Anonymous wrote:OP here: We were having a conversation via text this afternoon, and I told him I loved him and was really excited about our future together while wrapping up the conversation. He immediately said he was excited too, and that I was his best life. I quickly followed up with, "Do you think we'll take serious steps this year to get that future?" He didn't respond for an hour. We were bantering back and forth, and then this message silenced him for a solid hour. Maybe he went to the store, maybe he needed to respond to an email. I don't know.
He finally said, "I think we will. We can talk about this more later tonight if you want."
Anonymous wrote:Anonymous wrote:OP here: We were having a conversation via text this afternoon, and I told him I loved him and was really excited about our future together while wrapping up the conversation. He immediately said he was excited too, and that I was his best life. I quickly followed up with, "Do you think we'll take serious steps this year to get that future?" He didn't respond for an hour. We were bantering back and forth, and then this message silenced him for a solid hour. Maybe he went to the store, maybe he needed to respond to an email. I don't know.
He finally said, "I think we will. We can talk about this more later tonight if you want."
If you do what you've always done, you'll get what you've always gotten.
Why do you keep initiating the same exchange, only to get the same (non)-response? (That's a real question. Why do you keep doing this?)
Anonymous wrote:OP here: We were having a conversation via text this afternoon, and I told him I loved him and was really excited about our future together while wrapping up the conversation. He immediately said he was excited too, and that I was his best life. I quickly followed up with, "Do you think we'll take serious steps this year to get that future?" He didn't respond for an hour. We were bantering back and forth, and then this message silenced him for a solid hour. Maybe he went to the store, maybe he needed to respond to an email. I don't know.
He finally said, "I think we will. We can talk about this more later tonight if you want."

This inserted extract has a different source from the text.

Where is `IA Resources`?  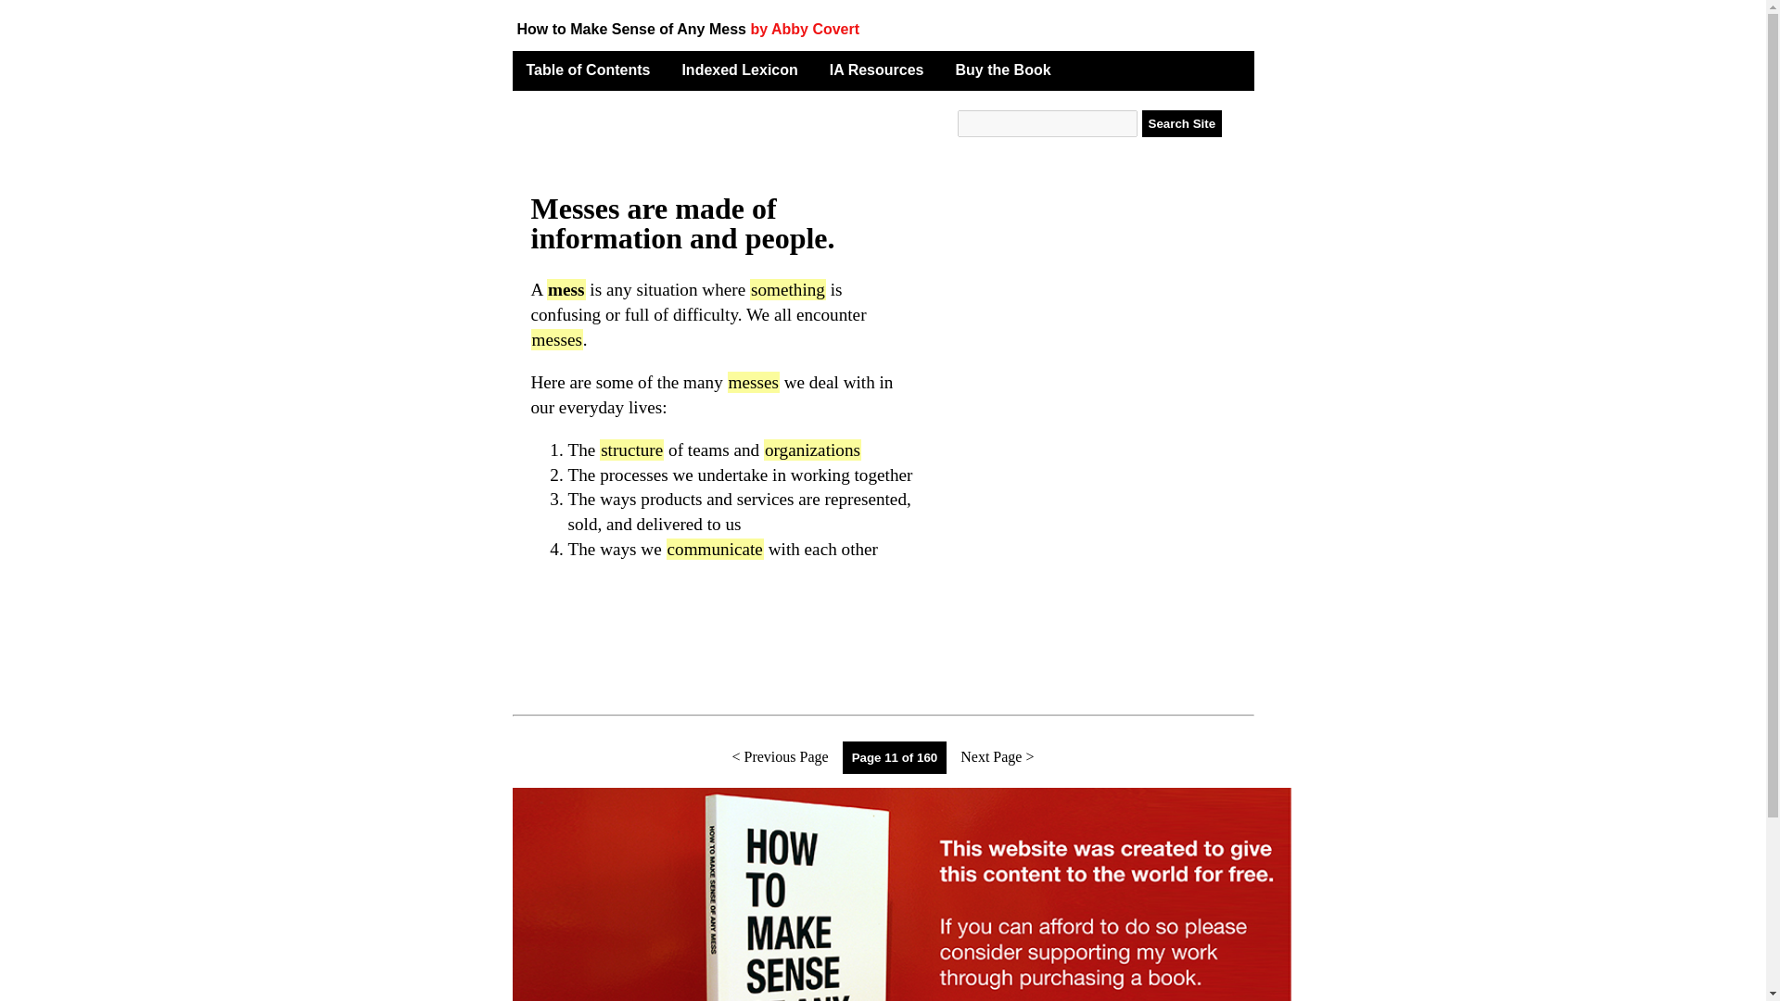
IA Resources is located at coordinates (876, 70).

Anonymous wrote:Stop paying attention to his words. Pay attention to his actions and behavior. He's showing you exactly what his intentions are and what he wants, you're just not listening.

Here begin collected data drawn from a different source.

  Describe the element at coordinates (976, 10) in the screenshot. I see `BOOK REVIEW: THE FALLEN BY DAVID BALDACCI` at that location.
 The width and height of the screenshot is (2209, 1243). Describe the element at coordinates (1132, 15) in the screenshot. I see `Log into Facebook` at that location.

Anonymous wrote:Anonymous wrote:First, his feet-dragging/meandering personality isn't a problem on its own. It doesn't mean he's a bad person or even a bad partner. But it does mean that you two are going to act really differently in a relationship. If you were both happy to wander along, enjoy one another's company, and just let time take its course – then great! The problem is that he wants that and you don't. And he's getting what he wants and you are not. Which isn't fair to you.
I think you need to decide whether you want to make this work (or make a go at it), knowing that he will be like this forever. He's always going to drag his feet on major decisions and sometimes that ends up making the decision. You do that when trying to buy a house and someone else will put in an offer first – and you lose the house.

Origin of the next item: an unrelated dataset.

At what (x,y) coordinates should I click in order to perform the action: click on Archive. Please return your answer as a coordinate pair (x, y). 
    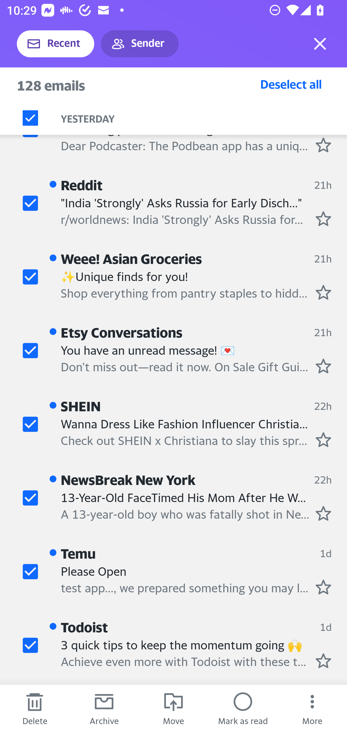
    Looking at the image, I should click on (104, 708).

If you do want to try, I would sit him down and level: "I care about you, I enjoy being with you, but right now, we are operating entirely on your timeline and never on mine. I want to make these specific decisions in the next year. Is that something you will be able to do? You need to say 'yes' or 'no,' not 'maybe.' If not, maybe we should accept that we want different things."
NP and I think this is good advice, and wish I heard all this advice many years ago.
How old are you OP? I think the 2 year mark is definitely a sensible time to seriously discuss the timeline for marriage. I had brought it up as well around that time, and my partner was too skilled at talking me out of what I wanted.
Anonymous wrote:First, his feet-dragging/meandering personality isn't a problem on its own. It doesn't mean he's a bad person or even a bad partner. But it does mean that you two are going to act really differently in a relationship. If you were both happy to wander along, enjoy one another's company, and just let time take its course – then great! The problem is that he wants that and you don't. And he's getting what he wants and you are not. Which isn't fair to you.
I think you need to decide whether you want to make this work (or make a go at it), knowing that he will be like this forever. He's always going to drag his feet on major decisions and sometimes that ends up making the decision. You do that when trying to buy a house and someone else will put in an offer first – and you lose the house.
If you do want to try, I would sit him down and level: "I care about you, I enjoy being with you, but right now, we are operating entirely on your timeline and never on mine. I want to make these specific decisions in the next year. Is that something you will be able to do? You need to say 'yes' or 'no,' not 'maybe.' If not, maybe we should accept that we want different things."
you'd like to be married by xx date and btw that would mean being engaged by yy date. Make both dates far enough in the future so he has plenty of time to get comfortable with the idea but close enough dates that you are not at all resentful for wasting time on him if engagement/marriage never happens.